The authors would like to sincerely thank Mehryar Mohri for his substantial contribution to this project. In addition, we would like to acknowledge all the members of the Google speech team, especially Michiel Bacchiani, Johan Schalkwyk, and Michael Riley, for their help and advice. This work was partially funded by NYSTAR and by the Dept. of the Army Award Number W23RYX-3275-N605. The U.S. Army Medical Research Acquisition Activity is the awarding and administering acquisition office. The content of this material does not necessarily reflect the position or the policy of the Government and no official endorsement should be inferred.

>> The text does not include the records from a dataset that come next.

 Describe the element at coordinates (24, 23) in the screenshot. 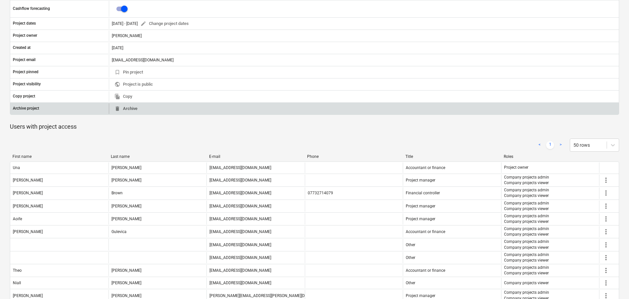

I see `p: Project dates` at that location.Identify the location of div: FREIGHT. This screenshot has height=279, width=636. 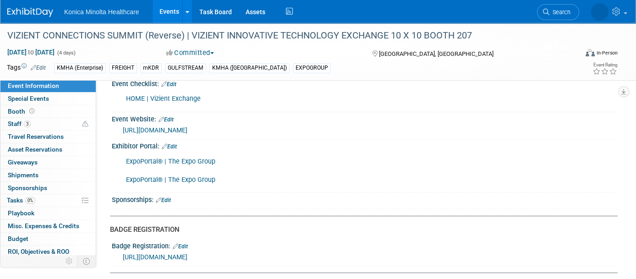
(123, 68).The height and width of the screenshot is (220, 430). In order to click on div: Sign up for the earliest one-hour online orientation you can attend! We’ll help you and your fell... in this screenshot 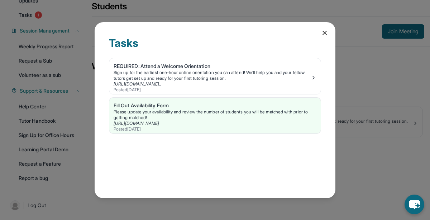, I will do `click(212, 76)`. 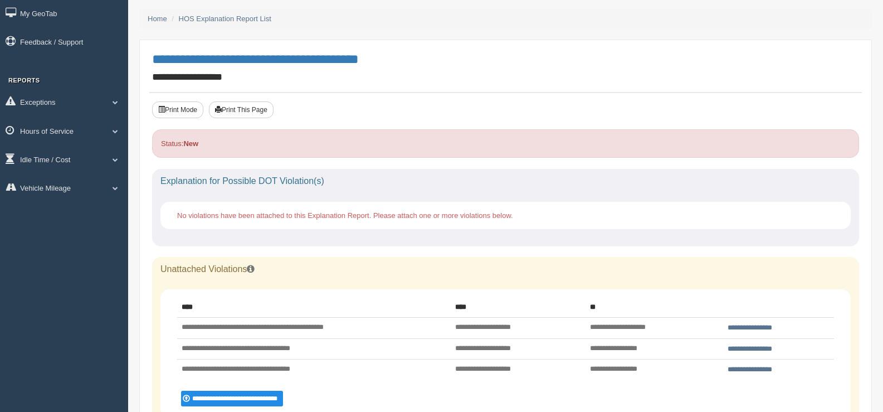 I want to click on button: Print This Page, so click(x=241, y=110).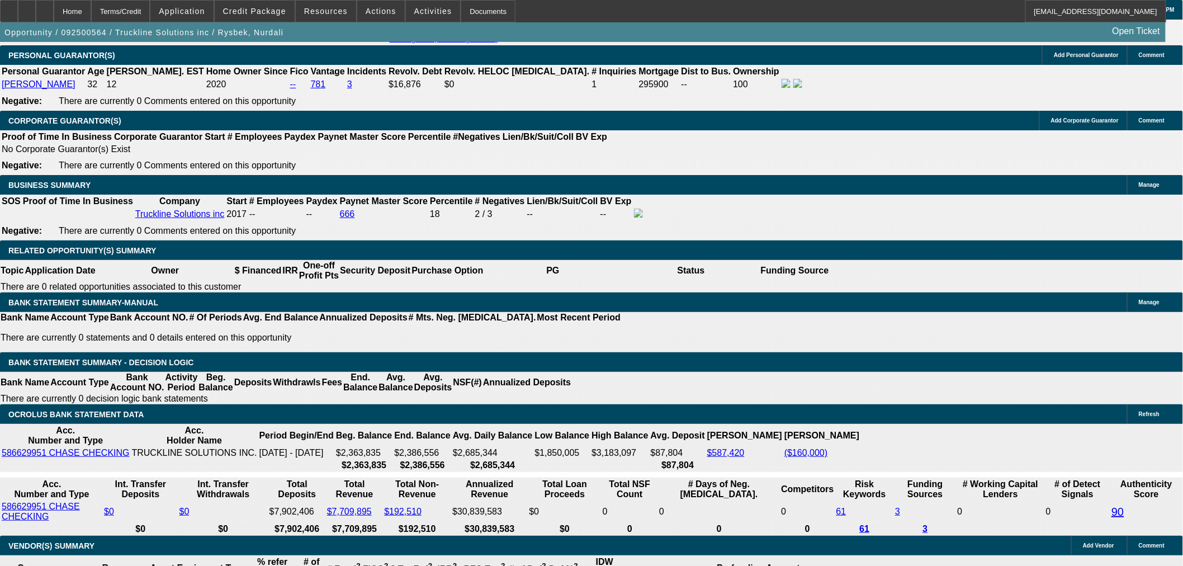 Image resolution: width=1183 pixels, height=566 pixels. Describe the element at coordinates (489, 512) in the screenshot. I see `div: $30,839,583` at that location.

6. REFERENCES [1] E. Batlle, J. Masip, and E. Guaus. Automatic song identification in noisy broadcast audio. In IASTED International Conference on Signal and Image Processing, Kauai, Hawaii, 2002. [2] M. Crochemore. Transducers and repetitions. Theoretical Computer Science, 45(1):63–86, 1986. [3] M. Fink, M. Covell, and S. Baluja. Social and interactive television application based on real time ambient audio indentification. EuroITV 2006, May 2006. [4] J. Haitsma, T. Kalker, and J. Oostveen. Robust audio hashing for content identification. In Content-Based Multimedia Indexing (CBMI), Brescia, Italy, September 2001. [5] M.Bacchiani and M. Ostendorf. Joint lexicon, acoustic unit inventory and model design. Speech Communication, 29:99–114, November 1999. [6] M. Mohri. Finite-state transducers in language and speech processing. Computational Linguistics, 23(2):269–311, 1997. [7] M. Mohri. Statistical Natural Language Processing. In M. Lothaire, editor, Applied Combinatorics on Words. Cambridge University Press, 2005. [8] M. Mohri, F. C. N. Pereira, and M. Riley. Weighted Finite-State Transducers in Speech Recognition. Computer Speech and Language, 16(1):69–88, 2002. [9] D. Pye. Content-based methods for the management of digital music. In ICASSP, pages 2437–2440, Istanbul, Turkey, June 2000.